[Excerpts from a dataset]
■ ■ ■ ■
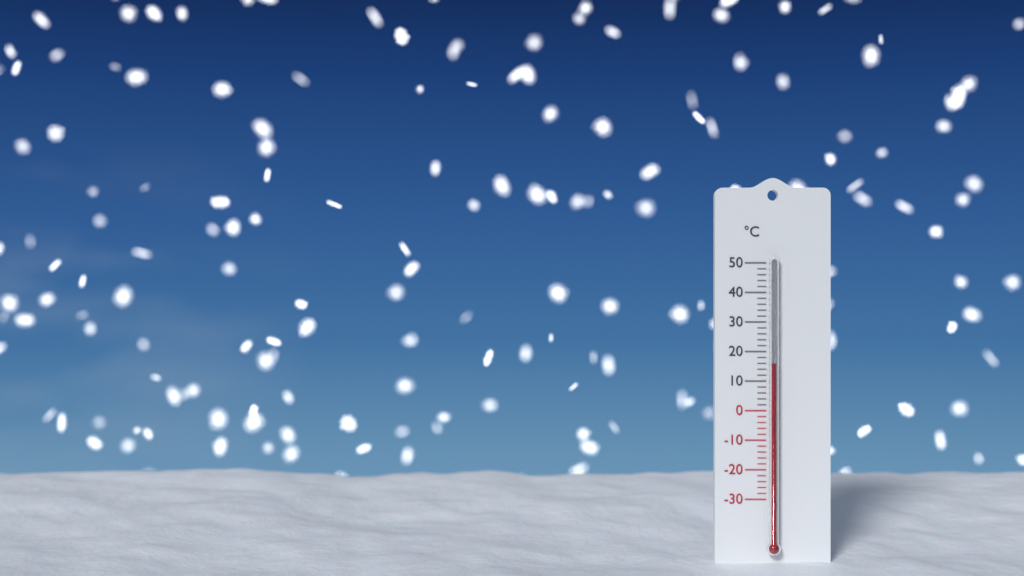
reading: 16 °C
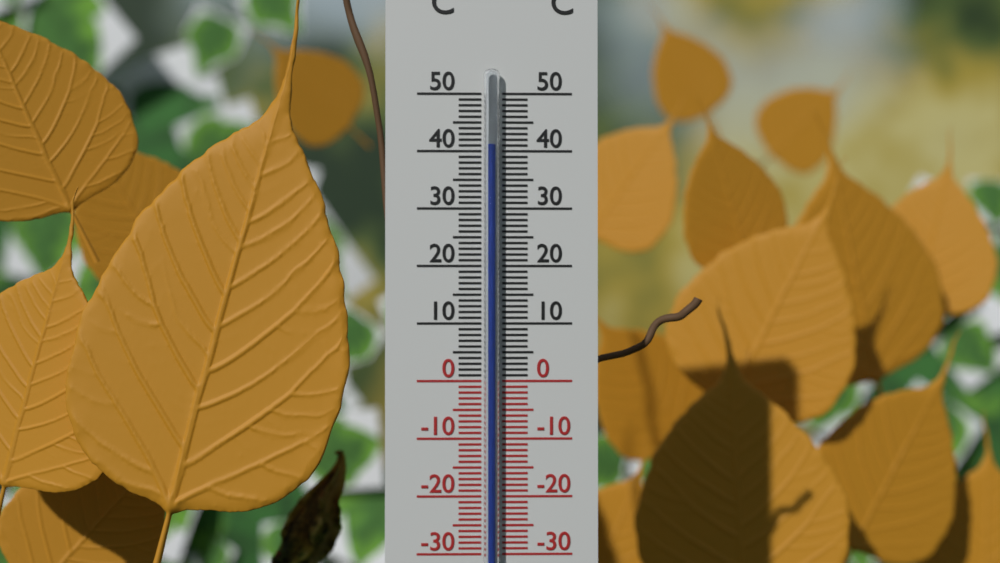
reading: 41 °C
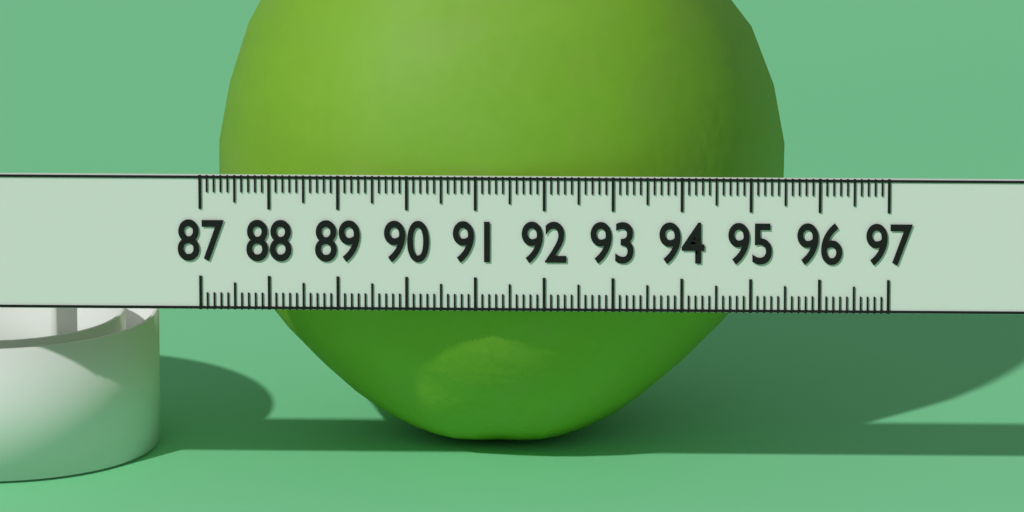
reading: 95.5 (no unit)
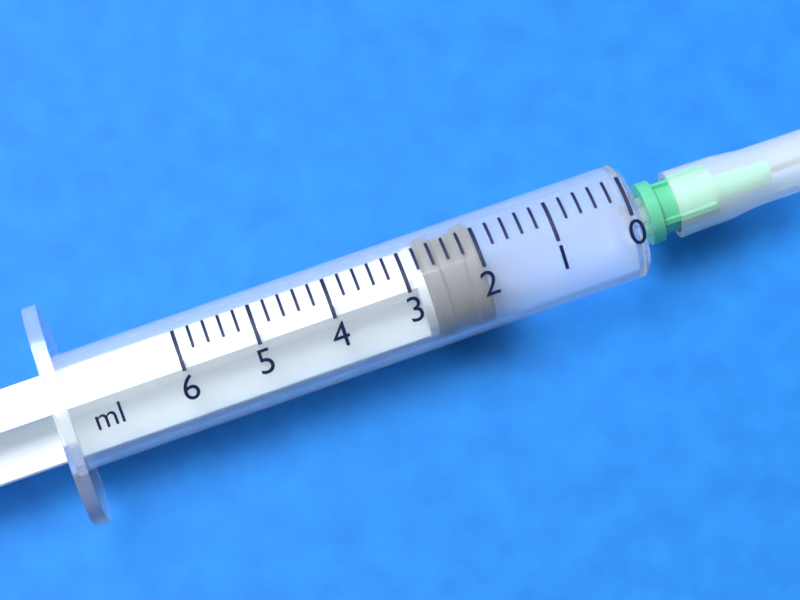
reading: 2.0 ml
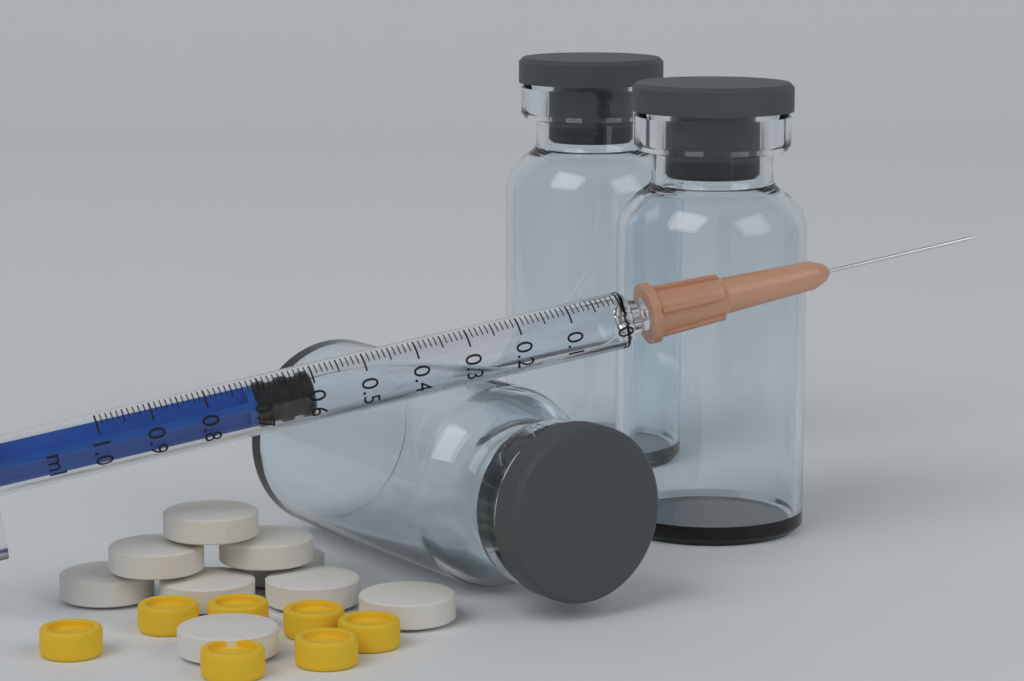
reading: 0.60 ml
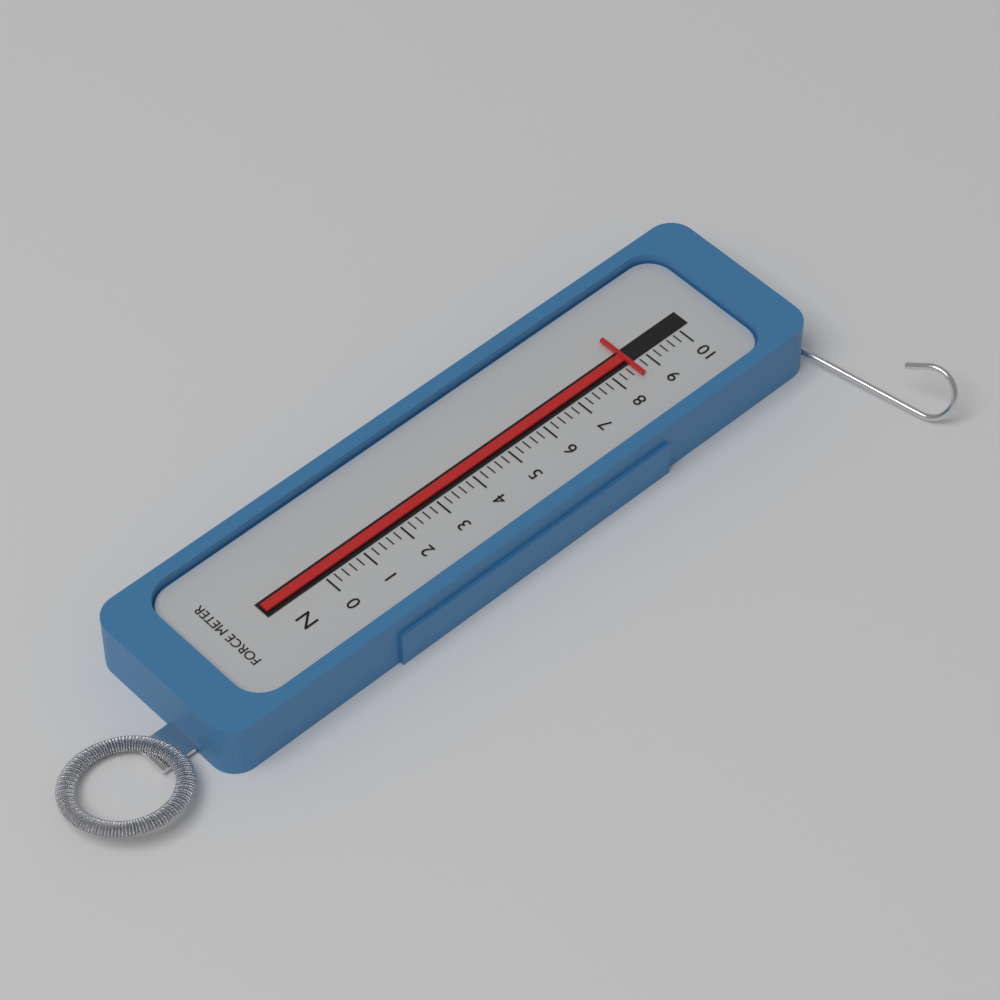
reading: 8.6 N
■ ■ ■ ■
We ask that the entries above be copied exactly, with the pictures omitted.

## TASK SOLUTION
reading: 16 °C
reading: 41 °C
reading: 95.5 (no unit)
reading: 2.0 ml
reading: 0.60 ml
reading: 8.6 N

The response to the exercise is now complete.